Creative STEM


‘To raise new questions, new possibilities, to regard old problems from a new angle, requires creative imagination and marks real advance in science.’

- Albert Einstein

‘The scientist needs an artistically creative imagination.’

- Max Plank

Changing the World by Cloning

Hi, My name is Kaavya Hegde, Currently in Grade 10. I have a great interest in Climate Change, Cancer Biology, Behavioral Economics, and Endangered Species Recovery. I am not only interested in this but also interested in making a difference clone by clone. Some of my hobbies are hiking, exploring the rich biodiversity around us, biking to explore new trails, and creating unique pieces of art. My future goal is to find a cure for cancer, the most dangerous disease. I want to prevent the disease through the works of molecular geneticists.

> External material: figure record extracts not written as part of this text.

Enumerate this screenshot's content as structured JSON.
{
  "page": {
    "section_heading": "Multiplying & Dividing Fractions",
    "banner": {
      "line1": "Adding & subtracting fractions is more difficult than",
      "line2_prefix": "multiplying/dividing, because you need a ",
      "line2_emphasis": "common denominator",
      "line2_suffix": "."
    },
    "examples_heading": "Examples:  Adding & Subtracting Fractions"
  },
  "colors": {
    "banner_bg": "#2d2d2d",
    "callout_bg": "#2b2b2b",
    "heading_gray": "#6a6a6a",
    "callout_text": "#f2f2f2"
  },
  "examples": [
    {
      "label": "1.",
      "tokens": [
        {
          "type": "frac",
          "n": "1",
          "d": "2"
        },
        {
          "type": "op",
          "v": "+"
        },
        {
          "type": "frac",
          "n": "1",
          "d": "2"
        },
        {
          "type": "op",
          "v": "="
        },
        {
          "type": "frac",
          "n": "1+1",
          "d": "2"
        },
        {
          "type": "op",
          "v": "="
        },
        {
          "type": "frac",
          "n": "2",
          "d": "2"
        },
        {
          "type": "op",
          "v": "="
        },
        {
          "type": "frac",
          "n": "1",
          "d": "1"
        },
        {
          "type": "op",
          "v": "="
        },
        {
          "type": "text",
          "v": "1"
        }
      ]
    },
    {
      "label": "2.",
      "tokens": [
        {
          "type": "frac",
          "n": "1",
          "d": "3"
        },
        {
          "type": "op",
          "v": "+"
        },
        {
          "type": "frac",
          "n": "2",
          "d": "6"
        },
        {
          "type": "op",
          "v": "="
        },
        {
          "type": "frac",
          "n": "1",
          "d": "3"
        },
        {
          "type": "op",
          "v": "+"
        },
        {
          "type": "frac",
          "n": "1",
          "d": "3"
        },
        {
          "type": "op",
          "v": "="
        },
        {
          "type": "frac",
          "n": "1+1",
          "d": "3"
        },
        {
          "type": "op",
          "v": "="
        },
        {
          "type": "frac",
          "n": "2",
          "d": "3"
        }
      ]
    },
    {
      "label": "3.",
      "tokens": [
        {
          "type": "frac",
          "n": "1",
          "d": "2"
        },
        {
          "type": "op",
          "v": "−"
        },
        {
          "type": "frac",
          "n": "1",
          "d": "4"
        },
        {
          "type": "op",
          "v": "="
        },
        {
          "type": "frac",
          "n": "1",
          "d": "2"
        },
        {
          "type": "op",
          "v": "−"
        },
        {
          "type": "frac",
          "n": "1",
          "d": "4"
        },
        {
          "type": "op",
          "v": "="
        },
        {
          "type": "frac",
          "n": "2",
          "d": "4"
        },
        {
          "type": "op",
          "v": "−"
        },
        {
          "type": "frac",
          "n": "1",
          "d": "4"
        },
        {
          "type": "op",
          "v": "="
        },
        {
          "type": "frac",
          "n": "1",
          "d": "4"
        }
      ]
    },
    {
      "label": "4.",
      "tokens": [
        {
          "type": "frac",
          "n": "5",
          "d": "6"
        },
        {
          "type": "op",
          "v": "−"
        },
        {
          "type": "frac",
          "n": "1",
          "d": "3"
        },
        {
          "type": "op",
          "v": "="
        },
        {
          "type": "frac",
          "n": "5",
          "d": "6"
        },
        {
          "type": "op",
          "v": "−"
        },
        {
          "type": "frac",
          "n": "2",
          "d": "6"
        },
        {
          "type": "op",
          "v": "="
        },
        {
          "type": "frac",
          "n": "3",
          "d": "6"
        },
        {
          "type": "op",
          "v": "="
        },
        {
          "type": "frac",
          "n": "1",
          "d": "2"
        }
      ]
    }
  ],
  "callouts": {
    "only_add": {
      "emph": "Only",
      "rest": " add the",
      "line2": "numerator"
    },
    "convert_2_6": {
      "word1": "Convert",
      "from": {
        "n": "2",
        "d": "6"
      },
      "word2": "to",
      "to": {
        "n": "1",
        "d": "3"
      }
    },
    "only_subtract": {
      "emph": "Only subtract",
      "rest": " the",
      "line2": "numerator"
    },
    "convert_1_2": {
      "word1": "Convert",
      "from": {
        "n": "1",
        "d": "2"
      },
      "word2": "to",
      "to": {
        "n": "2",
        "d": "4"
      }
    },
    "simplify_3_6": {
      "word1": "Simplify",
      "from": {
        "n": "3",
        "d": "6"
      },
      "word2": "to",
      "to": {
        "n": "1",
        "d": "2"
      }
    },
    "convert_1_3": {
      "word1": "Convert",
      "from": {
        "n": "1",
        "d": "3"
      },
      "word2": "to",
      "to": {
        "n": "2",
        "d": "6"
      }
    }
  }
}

Human cloning, though controversial, could potentially improve our lives medically. There are many advantages to human cloning. Our future is going to have more genetically modified humans than sexually produced humans because nowadays, many of us are worried about life-threatening diseases. Through what we have researched in school, we know that reproduction is a painful and complicated process that has many hardships and obstacles in the way.

In 1958, Fredrick Stewart became a pioneer in the scientific world when he created a plant from a single carrot cell. Today, this technique is commonly referred to as cloning. Cloned plants are identical to their parents. It allows for the production of strains of genes with predictable characteristics. Plant tissue culture and cloning techniques have laid the groundwork for genetic engineering. Many questions are still yet to be answered, for example, Carrots, ferns, tobacco, petunias and lettuce respond well to cloning but grass and legume families do not. Why this happens is still a question that scientists working hard to answer. Each regenerated cell contains the complete complement of chromosomes and genes from the parent. Yet some cells specialize and become roots, stems or leaves. The cells within the leaf use only certain parts of the DNA, while the cells of the root use other segments of DNA. Huge sections of the genetic information remain dormant in specialized plant cells.

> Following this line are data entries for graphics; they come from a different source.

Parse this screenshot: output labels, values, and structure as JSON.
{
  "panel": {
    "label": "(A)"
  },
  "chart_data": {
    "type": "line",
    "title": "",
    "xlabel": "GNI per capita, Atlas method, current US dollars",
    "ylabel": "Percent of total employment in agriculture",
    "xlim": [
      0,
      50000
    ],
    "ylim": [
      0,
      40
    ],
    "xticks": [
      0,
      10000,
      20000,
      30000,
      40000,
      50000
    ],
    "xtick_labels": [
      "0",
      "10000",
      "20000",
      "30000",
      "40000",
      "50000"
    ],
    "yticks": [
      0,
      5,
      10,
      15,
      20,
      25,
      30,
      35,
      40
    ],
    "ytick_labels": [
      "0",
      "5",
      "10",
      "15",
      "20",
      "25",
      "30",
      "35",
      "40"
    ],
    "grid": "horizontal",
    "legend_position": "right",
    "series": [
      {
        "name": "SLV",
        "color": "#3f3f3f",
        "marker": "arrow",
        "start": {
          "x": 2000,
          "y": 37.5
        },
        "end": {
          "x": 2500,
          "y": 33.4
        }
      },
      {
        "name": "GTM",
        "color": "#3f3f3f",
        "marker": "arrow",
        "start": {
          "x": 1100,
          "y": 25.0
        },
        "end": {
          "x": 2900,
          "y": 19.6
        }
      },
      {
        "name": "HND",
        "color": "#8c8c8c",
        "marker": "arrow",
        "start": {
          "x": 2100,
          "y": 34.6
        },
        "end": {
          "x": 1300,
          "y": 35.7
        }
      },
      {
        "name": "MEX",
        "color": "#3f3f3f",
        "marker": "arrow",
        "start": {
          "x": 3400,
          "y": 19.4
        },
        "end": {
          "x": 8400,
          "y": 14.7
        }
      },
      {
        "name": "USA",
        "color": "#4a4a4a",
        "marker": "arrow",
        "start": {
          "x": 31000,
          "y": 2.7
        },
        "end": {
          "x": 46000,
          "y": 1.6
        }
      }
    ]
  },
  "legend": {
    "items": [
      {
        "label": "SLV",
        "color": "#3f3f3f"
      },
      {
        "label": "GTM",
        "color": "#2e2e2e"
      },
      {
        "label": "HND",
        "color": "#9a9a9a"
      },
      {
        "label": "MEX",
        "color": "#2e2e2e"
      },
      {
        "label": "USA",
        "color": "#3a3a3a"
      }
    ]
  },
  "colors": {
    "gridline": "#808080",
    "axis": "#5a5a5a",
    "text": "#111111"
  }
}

While plant cloning experiments were being conducted, Robert Briggs and Thomas King were investigating nuclear transplants in frogs. The cell with the transplanted nucleus began to divide like any normal fertilized egg cell. “A nucleus that can bring a cell from egg to adult is referred to as totipotent but not all nuclei are totipotent.” For example, the nuclei from a later stage, the gastrula stage, did not bring the enucleated cell from egg to adult. The difference is that the gastrula nuclei have already specialized.

The first reason why human cloning can potentially improve our lives and the future generation is that, it is an innovation that can change the world in a positive way. Not only plants and animals can be revived but humans can also be revived with cloning to offer potential benefits to other people who are living. Moreover, We could reduce the pain they go through nowadays by making infertile couples experience happiness, without going through the pain of reproduction. This is also connected with the process of genetics. You can genetically modify another, younger or older version of a dad or a mother to create a child.

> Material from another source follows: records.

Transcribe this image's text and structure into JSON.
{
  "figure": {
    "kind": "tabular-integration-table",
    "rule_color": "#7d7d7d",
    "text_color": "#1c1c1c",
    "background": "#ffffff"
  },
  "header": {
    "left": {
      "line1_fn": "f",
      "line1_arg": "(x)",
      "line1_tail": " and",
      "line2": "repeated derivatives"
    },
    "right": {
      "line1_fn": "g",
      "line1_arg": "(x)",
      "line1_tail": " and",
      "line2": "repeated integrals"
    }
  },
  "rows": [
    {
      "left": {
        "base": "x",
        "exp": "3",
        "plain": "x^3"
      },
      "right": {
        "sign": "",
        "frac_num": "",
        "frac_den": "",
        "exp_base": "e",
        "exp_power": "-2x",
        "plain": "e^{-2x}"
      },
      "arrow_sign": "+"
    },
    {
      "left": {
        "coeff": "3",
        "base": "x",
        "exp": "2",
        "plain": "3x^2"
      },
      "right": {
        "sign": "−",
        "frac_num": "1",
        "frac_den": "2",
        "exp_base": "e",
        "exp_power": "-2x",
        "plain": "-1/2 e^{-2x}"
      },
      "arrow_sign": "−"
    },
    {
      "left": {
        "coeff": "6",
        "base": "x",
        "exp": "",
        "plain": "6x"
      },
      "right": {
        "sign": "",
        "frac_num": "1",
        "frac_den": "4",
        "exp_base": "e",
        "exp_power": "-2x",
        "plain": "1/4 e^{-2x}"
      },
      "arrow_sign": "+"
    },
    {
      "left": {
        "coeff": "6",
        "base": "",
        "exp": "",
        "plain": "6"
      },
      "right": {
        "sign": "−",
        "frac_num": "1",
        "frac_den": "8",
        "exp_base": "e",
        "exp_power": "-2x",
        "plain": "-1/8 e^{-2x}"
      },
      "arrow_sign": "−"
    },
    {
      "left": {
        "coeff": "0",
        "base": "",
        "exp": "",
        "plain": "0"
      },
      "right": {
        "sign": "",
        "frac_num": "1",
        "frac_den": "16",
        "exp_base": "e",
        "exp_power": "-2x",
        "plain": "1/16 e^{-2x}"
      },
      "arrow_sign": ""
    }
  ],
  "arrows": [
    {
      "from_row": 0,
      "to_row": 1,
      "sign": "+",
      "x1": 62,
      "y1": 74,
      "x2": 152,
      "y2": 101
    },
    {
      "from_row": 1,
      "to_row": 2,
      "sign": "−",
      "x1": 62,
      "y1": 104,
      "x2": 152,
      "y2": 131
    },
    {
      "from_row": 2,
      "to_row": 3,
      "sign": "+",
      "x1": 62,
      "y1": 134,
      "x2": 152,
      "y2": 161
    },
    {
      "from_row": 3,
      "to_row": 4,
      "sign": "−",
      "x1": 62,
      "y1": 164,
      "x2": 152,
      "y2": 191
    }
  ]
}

Adult mammalian cells tend to be highly specialized, meaning that transferring nuclei from the highly specialized cells of an adult animal into an enucleated cell will not stimulate cell division. The genes controlling cell division have been switched off. The fertilized egg divides again and again to attain the structure of an adult but in dividing the cells aggregate and specialize in different tissues and organs. It would appear that the cells must be taken before the eight-cell stage of development to ensure that their nuclei are totipotent. After the eight-cell stage, the cells specialize and their ability to stimulate cell division is gone. The long-held scientific belief is that adult cells can’t be used to clone animals was disproved by a sheep named Dolly, famous in the world of science for cloning. Dr. Ian Wilmut, of the Rosalind institute in Scotland, extracted the nucleus of an udder cell of an adult Finn Dorset sheep and placed the nucleus into the enucleated egg cell of a Poll Dorset sheep.


The second reason is that it aids faster recovery from traumatic injuries. For people who became a quadriplegic due to horrific traffic accidents and professional athletes who tore their ACLs, their recovery time could be long or even impossible for them to get back to their original state. The process of transplanting human organs can become simpler, with an immensely improved success rate.


My third reason is that it can raise hopes for new treatment. Current efforts at human cloning are focused on creating embryonic stem cells for research and medicine, as described above. Still, lots of people feel that this type of healing comes very close to human reproductive cloning. And once methods become more modernized and effective, scientists fear that some may be tempted to take that next step. Also, animals from the farm such as cows, sheep, and goats are being genetically directed to produce drugs or proteins. This can help and be useful in medicine. For research, scientists take cells from a cow that produces large amounts of milk and grow them with practice.


Now we know that human cloning is beneficial to us in some way or the other. Cloning has always inspired many generations of scientists. Even with all those discouragements by all of the negative thoughts about human cloning to inspired scientists, they always have something positive and innovative about cloning. I agree with all the inspired scientists that cloning could potentially improve our lives medically.